If you have Information which states otherwise, I'll gladly stand corrected. (I admit my numbers only referred to germany's colonial episode)I agree with everything else you've said, but that is really not true.
If you have Information which states otherwise, I'll gladly stand corrected. (I admit my numbers only referred to germany's colonial episode)I agree with everything else you've said, but that is really not true.
If you have Information which states otherwise, I'll gladly stand corrected. (I admit my numbers only referred to germany's colonial episode)
It depends when your talking about. The economic worth of colonies changed with the global economy. While some colonies certainly were profitable the vast majority weren’t - especially by independence.Germany’s colonies were pretty unprofitable, true (although Togo was getting there), but you can’t really generalize that. The Congo was definitely profitable, as was Ghana, south Nigeria was profitable however I do not have data for north Nigeria or Nigeria as a whole. Those are just what I can think of off the top of my head, I have also read historians claim in passing that a few other areas such as Uganda were profitable but I have not looked into them.
I would say that expecting anything to spread around Sub-Saharan Africa is sort of a non-starter before the 20th-21st century created pan-Africanism.

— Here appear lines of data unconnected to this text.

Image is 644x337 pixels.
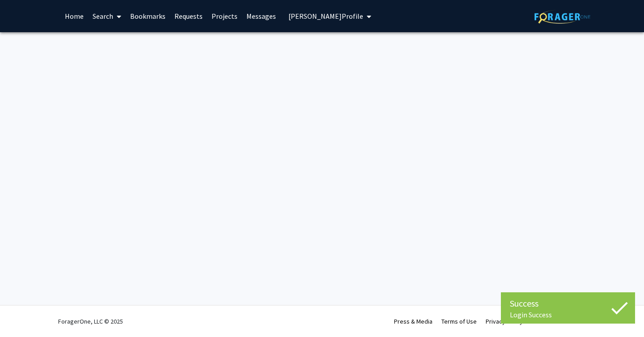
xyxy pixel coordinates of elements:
a: Projects [207,1,242,32]
a: Home [60,1,88,32]
div: Success [509,297,626,311]
div: Login Success [509,311,626,320]
img: ForagerOne Logo [534,10,590,24]
a: Requests [170,1,207,32]
a: Privacy Policy [486,317,523,326]
span: [PERSON_NAME] Profile [288,12,363,21]
a: Press & Media [394,317,432,326]
a: Terms of Use [441,317,477,326]
a: Bookmarks [126,1,170,32]
div: ForagerOne, LLC © 2025 [58,306,123,337]
a: Messages [242,1,280,32]
a: Search [88,1,126,32]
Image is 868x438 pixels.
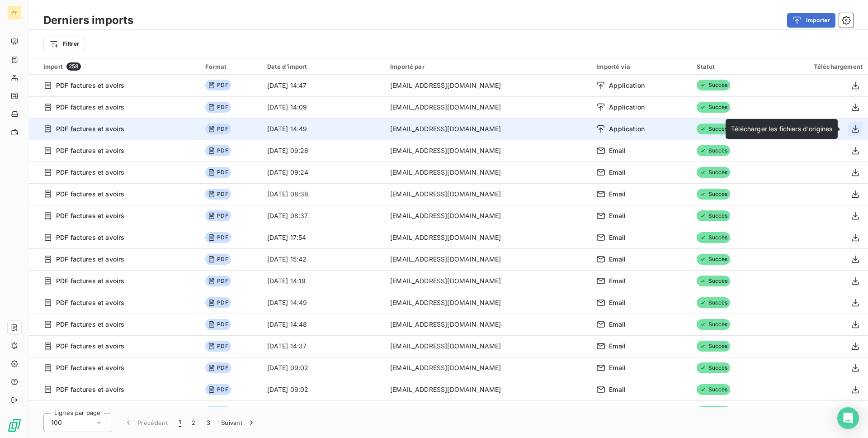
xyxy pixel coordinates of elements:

Within regions however, I think we do see unifying cultural traditions allowing for the spread of nation-states in certain regions, and I think in an ATL one could intensify these traditions. The highlands of East Africa had a legacy of Axum and then Ethiopia, West Africa also has the legacy of Ghana and Mali. In an ATL perhaps the Nubian peoples of Sudan manage to hold on and assimilate invaders to maintain a tradition going back to Kush, however climactic factors may make that implausible. In West Africa, curiously the nation-states that one can describe as such were closer to the coast and relatively disconnected from the upper Niger river valley which had the older history, this is probably because the area didn't have a history of one ethnic group continuously dominating the others. However if instead of the OTL Mali empire you saw a continued Soninke domination of the area, we would probably have a Soninke nation arise there. The legal institutions already arose OTL. I cannot think of a likely mechanism however for nation states to arise in the Swahili coast, the Great Lakes monarchies, or Zimbabwe plateau.
Fair, although the pervasiveness of this institutional evolution is unlikely to be sufficient to prevent any large scale colonialism in parts of Africa. Would make for an interesting TL though
I'm not personally convinced that more widespread nationalism is particularly linked to colonial resistance. The Fante Confederacy was a nationalist state with an incredibly progressive constitution including universal education; but nonetheless it was forcibly dissolved in 1873. In comparison, the mostly-theocratic Dervish state lasted until 1920 (although it's anachronistically considered a Somali nationalist state in retrospect). I think military capability matters more than political organization in defending against colonialism. The Fante didn't have much of that, trapped between the British hammer and the Ashanti anvil, but the Dervishes had a bit more room due to the geography of the Somali interior and the fact that two of its main enemies, Italy and Ethiopia, struggled to project power.